Menu

Topics

Connect

Comments

Comments closed.

Due to the sensitive and/or legal subject matter of some of the content on globalnews.ca, we reserve the ability to disable comments from time to time.

Please see our Commenting Policy for more.

Officer intercepts fentanyl mailed to Edmonton prison inmate

The Edmonton Institution is a maximum security facility for male offenders in northeast Edmonton. File/Global News

The Correctional Service of Canada says an officer intercepted a package of fentanyl that was mailed to an inmate at a federal maximum security prison in Alberta.

Story continues below advertisement

The deadly drug was found Wednesday on paper that was in a package sent to the Edmonton Institution.

“Fentanyl is extremely dangerous,” Assistant Warden Matt James said Friday.

“It wasn’t a pill, it wasn’t powder, it was incorporated into paper. It is quite sophisticated in how they try to get it into the institution.”

READ MORE: Grande Prairie RCMP issue warning after responding to 7 drug ODs in 15 hours

He said the fentanyl posed a threat to the health of inmates, staff and visitors inside the prison.

The daily email you need for 's top news stories.

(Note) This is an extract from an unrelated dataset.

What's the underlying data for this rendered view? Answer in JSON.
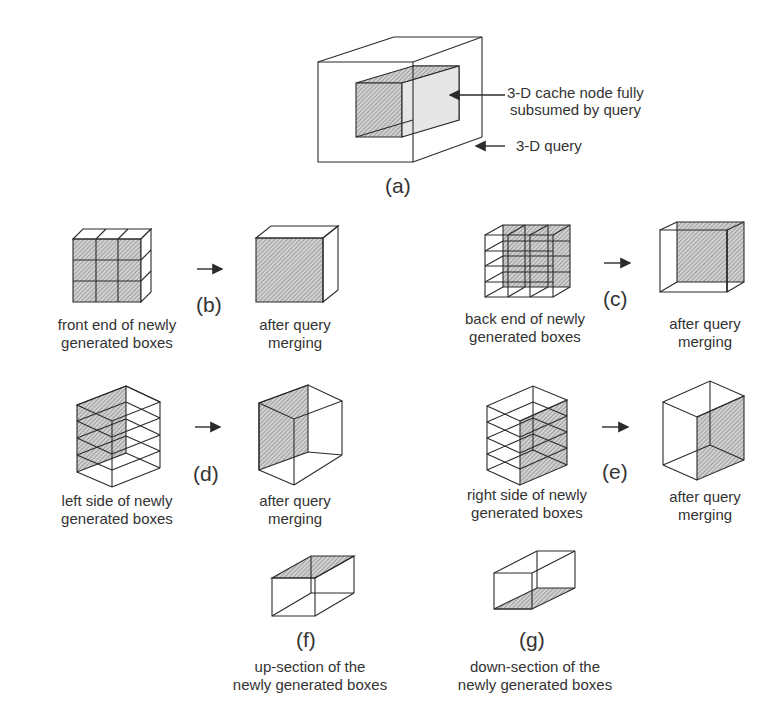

Watch below: Global’s ongoing coverage of the fentanyl crisis in Canada

Story continues below advertisement

Inmates have overdosed on fentanyl in the past at other correctional facilities.

READ MORE: Councillors ask for updates on Edmonton’s fentanyl plan every 3 months

James said staff use ion scanners and specially trained dogs to detect drugs.

In this case it was a correctional officer who detected something wrong while checking the mail coming into the prison.

James said aside from concerns about the physical danger of fentanyl, any drugs coming into the prison can spark violence among inmates.

“If someone is using drugs and doesn’t have the money to pay for it–it creates a sub-culture that contributes to violence in the institution.”

James said police are investigating to determine who mailed the drugs.

Inmates have left no page unturned trying to get drugs into prisons.

Story continues below advertisement

In 2011, an inmate at the Bowden Institution in central Alberta pleaded guilty to possessing drug-soaked Bible pages.

Advertisement

You are viewing an Accelerated Mobile Webpage.